§ **How to complete this task**
What you give must be the lines from the one containing "Locate an element on the screen." through the last line of the listing below, exactly, with nothing else and no pictures.

════

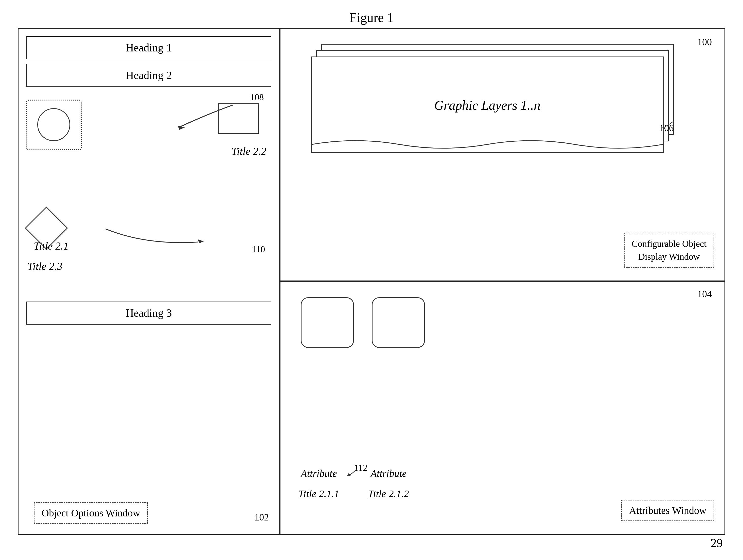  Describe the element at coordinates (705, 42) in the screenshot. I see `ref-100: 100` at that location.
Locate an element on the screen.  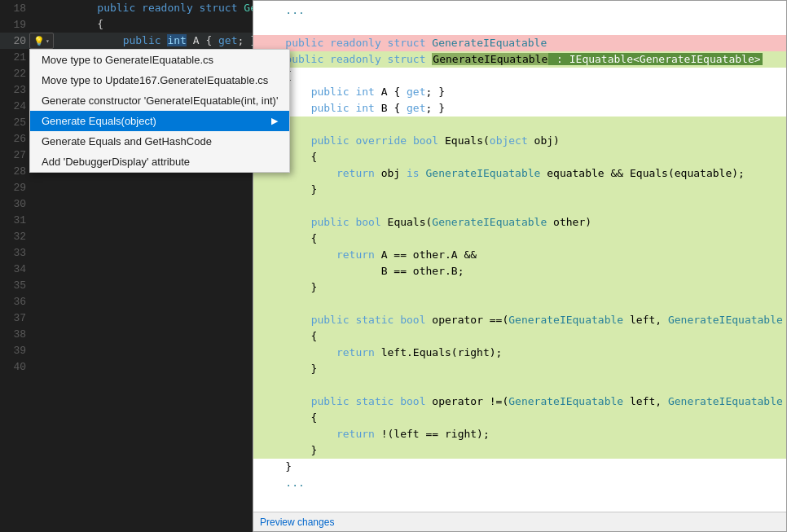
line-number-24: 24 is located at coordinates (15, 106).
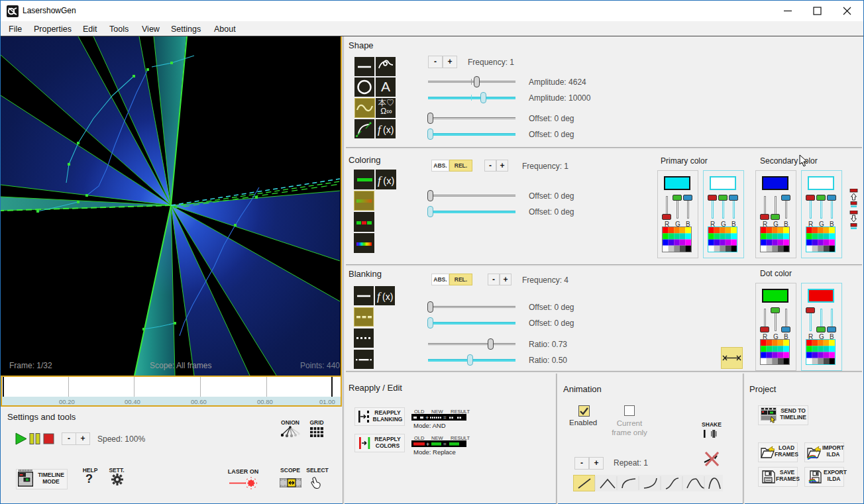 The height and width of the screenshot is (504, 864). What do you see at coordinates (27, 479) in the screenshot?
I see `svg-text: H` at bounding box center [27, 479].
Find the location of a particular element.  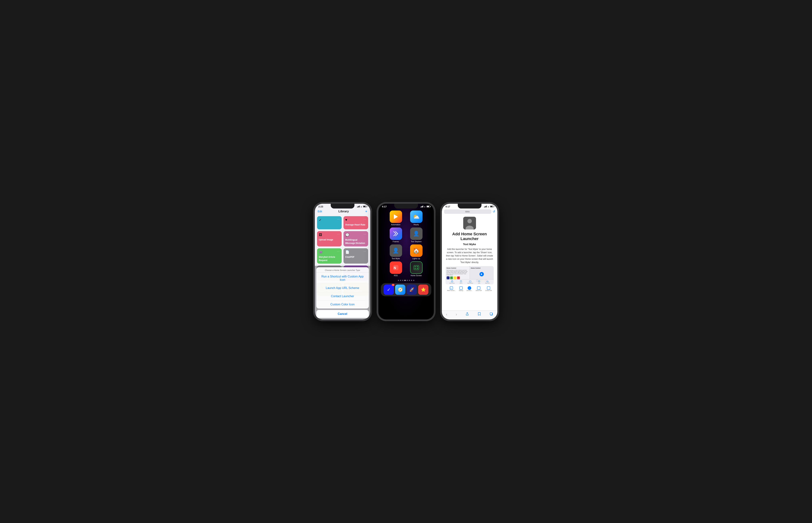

════

§ **Answer for this exercise**
Locate an element on the screen.  
line-number-24: 24 is located at coordinates (15, 106).
 The height and width of the screenshot is (504, 864). What do you see at coordinates (27, 479) in the screenshot?
I see `svg-text: H` at bounding box center [27, 479].
Find the location of a particular element.  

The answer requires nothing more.